Brits fighting above their weight

The Olympics are over, and the scorekeepers are counting medals won, and which nations are ahead.  Seems like us Americans came away with the most medals, followed by the Chinese, then the Russians.  The superpowers.  Britain came in number four, right behind the Russians.  Damn good.  Britain is much smaller than the three biggies, giving it a smaller talent pool to draw upon. Granted they did have a home field advantage, but still, coming in ahead of nearly every other country in the whole world is a damn good show. Rule Britannia. 

Sunday, August 12, 2012

Sunday Pundit

We had David Axelrod, Obama's adviser, on Meet the Press with David Gregory this morning.  Axelrod said "We need policies that help the middle class."   I beg to disagree, we need policies that help the economy as a whole.  And the citizens as a whole, not just special classes of the citizens.
  Then Axelrod waxed indignant about Romney ads accusing Obama of cutting the work requirements from welfare. Claimed that Obama had done no such thing.  Trouble is, it was widely reported in both sides of media  that Obama had done exactly that. 
   The Clinton welfare reform had fairly stiff work requirements.  That was passed 20 odd years ago, and worked wonderfully well, number of people on welfare dropped a lot, and the entire divisive welfare issue solved itself and dropped out of normal political discourse.  Obama is messing with success, and given his reverse Midas touch, that's a bad thing.
  Anyhow, Axelrod was saying it never happened, when we all know it did.  Gregory let  him get  away with it, too.

Saturday, August 11, 2012

Are Yard Sales over?

Did my usual Saturday morning circuit looking for yard sales.  Up US 3 to to US 302, take a left thru Bethlehem, down the Brooks Road, into Littleton on Union St, and back thru Franconia.  One, just one yard sale, way back off the main road and very small.  Used to be I'd hit a round dozen yard sales on the circuit, at least any day it wasn't pouring down rain. 
   One thing that slowed yard sales down.  The local paper (Littleton Courier) used to run free classified ads for local yard sales.  Then they started charging $35 and people stopped advertising in the Courier.  And I stopped buying it regular. 
   Any how the yard sales are getting scarcer.
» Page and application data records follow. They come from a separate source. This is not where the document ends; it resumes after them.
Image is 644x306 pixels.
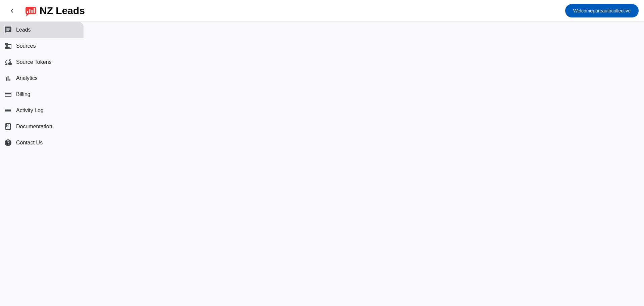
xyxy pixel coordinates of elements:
mat-icon: bar_chart [4,74,12,82]
mat-icon: help [4,139,12,147]
span: Sources [16,43,36,49]
div: NZ Leads [40,6,85,16]
mat-icon: business [4,42,12,50]
img: logo [26,5,36,16]
span: Welcome [573,8,593,13]
mat-icon: payment [4,90,12,98]
span: Source Tokens [16,59,52,65]
span: Billing [16,91,31,97]
span: Contact Us [16,140,43,146]
span: pureautocollective [573,6,631,16]
span: book [4,123,12,131]
span: Documentation [16,123,52,130]
mat-icon: cloud_sync [4,58,12,66]
button: Welcomepureautocollective [565,4,639,17]
span: Activity Log [16,107,44,113]
span: Analytics [16,75,37,81]
mat-icon: chat [4,26,12,34]
span: Leads [16,27,31,33]
mat-icon: chevron_left [8,7,16,15]
mat-icon: list [4,107,12,115]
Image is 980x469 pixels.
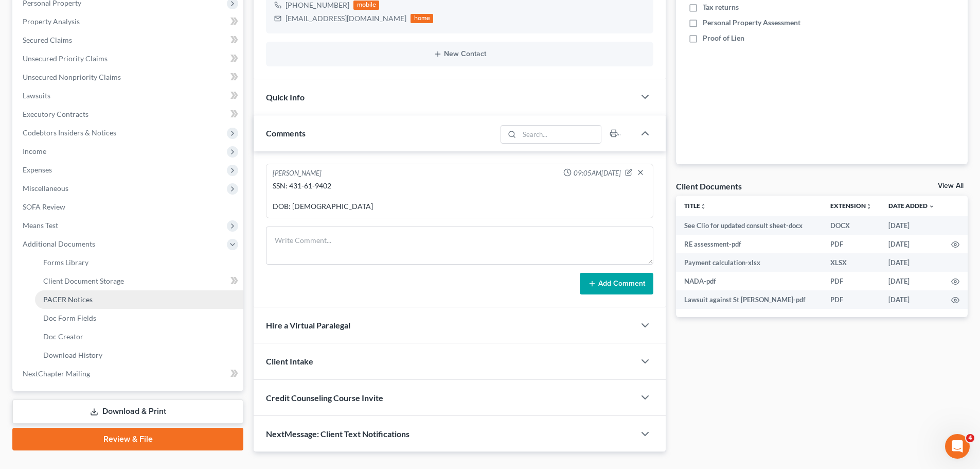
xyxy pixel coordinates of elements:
[35,290,243,309] a: PACER Notices
[43,277,124,285] span: Client Document Storage
[830,202,872,210] a: Extensionunfold_more
[15,105,243,124] a: Executory Contracts
[822,253,880,271] td: XLSX
[22,203,65,211] span: SOFA Review
[675,271,822,290] td: NADA-pdf
[675,234,822,253] td: RE assessment-pdf
[15,50,243,68] a: Unsecured Priority Claims
[519,125,602,143] input: Search...
[700,204,706,210] i: unfold_more
[684,202,706,210] a: Titleunfold_more
[12,428,243,450] a: Review & File
[35,309,243,327] a: Doc Form Fields
[573,168,620,178] span: 09:05AM[DATE]
[15,198,243,216] a: SOFA Review
[866,204,872,210] i: unfold_more
[22,240,95,248] span: Additional Documents
[703,33,744,43] span: Proof of Lien
[15,31,243,50] a: Secured Claims
[15,87,243,105] a: Lawsuits
[965,434,974,442] span: 4
[937,182,963,190] a: View All
[22,184,69,192] span: Miscellaneous
[43,295,93,304] span: PACER Notices
[266,320,350,330] span: Hire a Virtual Paralegal
[675,180,741,192] div: Client Documents
[35,253,243,271] a: Forms Library
[22,128,116,137] span: Codebtors Insiders & Notices
[675,216,822,234] td: See Clio for updated consult sheet-docx
[15,12,243,31] a: Property Analysis
[822,290,880,309] td: PDF
[880,290,942,309] td: [DATE]
[22,147,46,155] span: Income
[274,50,644,58] button: New Contact
[880,216,942,234] td: [DATE]
[675,253,822,271] td: Payment calculation-xlsx
[35,346,243,364] a: Download History
[266,92,305,102] span: Quick Info
[273,168,322,179] div: [PERSON_NAME]
[675,290,822,309] td: Lawsuit against St [PERSON_NAME]-pdf
[22,221,58,229] span: Means Test
[12,399,243,423] a: Download & Print
[22,369,90,378] span: NextChapter Mailing
[15,68,243,87] a: Unsecured Nonpriority Claims
[22,110,88,119] span: Executory Contracts
[822,216,880,234] td: DOCX
[22,35,72,45] span: Secured Claims
[43,350,102,359] span: Download History
[35,271,243,290] a: Client Document Storage
[266,128,305,138] span: Comments
[880,234,942,253] td: [DATE]
[929,204,935,210] i: expand_more
[22,91,51,100] span: Lawsuits
[880,271,942,290] td: [DATE]
[888,202,935,210] a: Date Added expand_more
[822,271,880,290] td: PDF
[822,234,880,253] td: PDF
[273,180,646,211] div: SSN: 431-61-9402 DOB: [DEMOGRAPHIC_DATA]
[579,273,653,295] button: Add Comment
[945,434,970,459] iframe: Intercom live chat
[22,54,107,63] span: Unsecured Priority Claims
[22,17,80,26] span: Property Analysis
[880,253,942,271] td: [DATE]
[22,165,52,174] span: Expenses
[43,258,88,266] span: Forms Library
[43,332,83,341] span: Doc Creator
[410,14,433,23] div: home
[22,72,121,82] span: Unsecured Nonpriority Claims
[35,327,243,346] a: Doc Creator
[286,14,406,24] div: [EMAIL_ADDRESS][DOMAIN_NAME]
[354,1,379,9] div: mobile
[43,314,96,322] span: Doc Form Fields
[703,2,739,12] span: Tax returns
[703,17,800,27] span: Personal Property Assessment
[15,364,243,383] a: NextChapter Mailing
[266,356,313,366] span: Client Intake
[266,429,409,439] span: NextMessage: Client Text Notifications
[266,393,383,403] span: Credit Counseling Course Invite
Picking Ryan sends us a message

Romney's pick of Paul Ryan for VP tells us something good.  Ryan stands for balancing the budget by cutting spending.  He even has a plan to cut Medicare spending.  By picking Ryan, Romney is telling us that he wants to cut spending and balance the budget.  Which is a good thing, that up until now, Romney had not been really clear about.  Romney is a nice guy, and his election will be 100% better for the country than Obama, but he hasn't been very clear about just what a  Romney administration will do if elected.  Now we have a better idea.  With Paul Ryan in the administration, there will be spending cuts, medicare reform, and budget balancing.   I'm all in favor.  We cannot get the economy growing again until we get the federal budget balanced.  Right now Uncle borrows 40 cents of every dollar spent.  Our yearly deficit is better than 10% of GNP.  We may not truly balance the budget (get the deficit down to zero) but getting it down to 1% of GNP would be a tremendous improvement.